Illustration featured in “React: An Artistic Platform for Political Expression”
React: An Artistic Platform for Political Expression, an art exhibit curated by Alyssa Dorn, Doreen Etaat, and Louie Greenwald, stood on display in the Powell Rotunda from March 6th to March 11th. The trio formed the exhibit for Honors Collegium 179M: History of Art as Social and Political Commentary, providing community members and students with a platform to express the unease centered around recent political change. We asked Alyssa Dorn a few questions about the exhibit.
Q: How did you collect the art pieces?
Alyssa Dorn: We each went out and figured out which of our friends or community members we could reach out to to ask for art, and whenever we got a new piece we shared it with each other through Google Drive so we all knew what was happening. I know that Doreen got the large paintings, a tank top, the “big man” series, and some posters that were used in protests. Louie found Tom Miller’s work. I brought in the “Nasty Woman” t-shirt, a couple of protest posters, and a photo series in which I was the photographer. I worked with the student artist Ofri Shmul to do body painting, which I then photographed.
Q: What made you decide to create the art exhibit in this way?
AD: For [the body painting] series, I wanted to use what I know – photography – to create artwork that increases public awareness and understanding and could help negotiate fears of the “other” by starting a real dialogue among students and community members. I started with the idea for one body painting– a painting of a womb on a woman’s stomach with a male hand over it, claiming possession, entitled “politician’s choice.” Then, after finding models among my friends and spending way too much on paint, I expanded my ideas, adding paintings on depression, anxiety, and LGBTQ issues by talking with people I know about how they feel and using the body paint to visualize the internal externally. I feel like that’s especially important with issues like depression and anxiety, where people might not realize that your fears or your panic attacks or constantly feeling weighed down are real or justified, just because they can’t see it. But it’s still important with LGBTQ rights too, to show someone painting herself – not letting others label her – and try to open up conversations that way. So I hope that the painting/photography series shows a variety of perspectives to reveal the unease people feel about how people see them, treat them, and how they are represented or misrepresented both personally and generally, and that it allows for increased understanding and opens a dialogue that can lead to that understanding.
Q: What effect does art like this have on the individual? On the political climate?
AD: I think more than anything it gives students and community members a place to show their art and express themselves in a safe space created not to antagonize anyone, but to open up conversations. It gets people thinking about ideas and beliefs other than their own and hopefully, by connecting those beliefs to artwork that anyone can enjoy, gets them to consider others’ positions in more than a superficial way.
In times of unrest, art becomes both an outlet and a statement for the disillusioned. Exhibits like these ensure that their voices remain heard.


# Task brief:
Please return the lines of the data below, word for word, from the first line through the line containing "The width and height of the screenshot is (788, 365).".

Pixel coordinate grounding data:
-.-.-

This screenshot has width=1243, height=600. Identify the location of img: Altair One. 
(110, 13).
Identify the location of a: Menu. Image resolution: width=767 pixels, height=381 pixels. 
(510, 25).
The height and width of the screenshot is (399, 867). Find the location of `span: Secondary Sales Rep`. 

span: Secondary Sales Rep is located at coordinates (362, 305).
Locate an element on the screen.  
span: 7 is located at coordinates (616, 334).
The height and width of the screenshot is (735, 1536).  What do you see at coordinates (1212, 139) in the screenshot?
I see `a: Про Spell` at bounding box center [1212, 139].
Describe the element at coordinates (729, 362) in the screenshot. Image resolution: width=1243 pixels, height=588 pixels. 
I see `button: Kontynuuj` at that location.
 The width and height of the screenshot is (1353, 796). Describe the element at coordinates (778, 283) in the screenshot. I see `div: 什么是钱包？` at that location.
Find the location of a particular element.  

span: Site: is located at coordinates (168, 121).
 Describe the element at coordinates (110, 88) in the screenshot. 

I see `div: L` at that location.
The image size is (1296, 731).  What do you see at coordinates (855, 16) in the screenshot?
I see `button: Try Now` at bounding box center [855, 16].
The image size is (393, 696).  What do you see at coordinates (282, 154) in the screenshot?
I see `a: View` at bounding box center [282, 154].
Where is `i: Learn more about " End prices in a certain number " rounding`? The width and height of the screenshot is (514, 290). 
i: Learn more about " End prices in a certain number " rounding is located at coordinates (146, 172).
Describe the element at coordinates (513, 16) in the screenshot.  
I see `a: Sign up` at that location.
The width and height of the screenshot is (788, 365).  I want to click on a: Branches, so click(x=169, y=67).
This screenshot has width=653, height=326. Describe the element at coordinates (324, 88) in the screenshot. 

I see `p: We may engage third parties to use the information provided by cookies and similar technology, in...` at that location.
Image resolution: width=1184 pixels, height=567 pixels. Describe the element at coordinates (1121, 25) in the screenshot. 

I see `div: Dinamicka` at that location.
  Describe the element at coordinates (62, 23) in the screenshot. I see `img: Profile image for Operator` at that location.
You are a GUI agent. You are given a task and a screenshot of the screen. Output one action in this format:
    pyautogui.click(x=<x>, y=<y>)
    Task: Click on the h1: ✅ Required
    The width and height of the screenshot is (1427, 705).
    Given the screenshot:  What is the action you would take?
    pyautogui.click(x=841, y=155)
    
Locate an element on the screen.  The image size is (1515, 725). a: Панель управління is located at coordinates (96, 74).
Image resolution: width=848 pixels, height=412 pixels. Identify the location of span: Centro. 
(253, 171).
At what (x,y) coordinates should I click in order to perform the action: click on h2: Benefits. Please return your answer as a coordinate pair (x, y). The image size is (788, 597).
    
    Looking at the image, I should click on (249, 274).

-.-.-

# Exercise answer:
This screenshot has width=1243, height=600. Identify the location of img: Altair One. 
(110, 13).
Identify the location of a: Menu. Image resolution: width=767 pixels, height=381 pixels. 
(510, 25).
The height and width of the screenshot is (399, 867). Find the location of `span: Secondary Sales Rep`. 

span: Secondary Sales Rep is located at coordinates (362, 305).
Locate an element on the screen.  
span: 7 is located at coordinates (616, 334).
The height and width of the screenshot is (735, 1536).  What do you see at coordinates (1212, 139) in the screenshot?
I see `a: Про Spell` at bounding box center [1212, 139].
Describe the element at coordinates (729, 362) in the screenshot. Image resolution: width=1243 pixels, height=588 pixels. 
I see `button: Kontynuuj` at that location.
 The width and height of the screenshot is (1353, 796). Describe the element at coordinates (778, 283) in the screenshot. I see `div: 什么是钱包？` at that location.
Find the location of a particular element.  

span: Site: is located at coordinates (168, 121).
 Describe the element at coordinates (110, 88) in the screenshot. 

I see `div: L` at that location.
The image size is (1296, 731).  What do you see at coordinates (855, 16) in the screenshot?
I see `button: Try Now` at bounding box center [855, 16].
The image size is (393, 696).  What do you see at coordinates (282, 154) in the screenshot?
I see `a: View` at bounding box center [282, 154].
Where is `i: Learn more about " End prices in a certain number " rounding`? The width and height of the screenshot is (514, 290). 
i: Learn more about " End prices in a certain number " rounding is located at coordinates (146, 172).
Describe the element at coordinates (513, 16) in the screenshot.  
I see `a: Sign up` at that location.
The width and height of the screenshot is (788, 365).  I want to click on a: Branches, so click(x=169, y=67).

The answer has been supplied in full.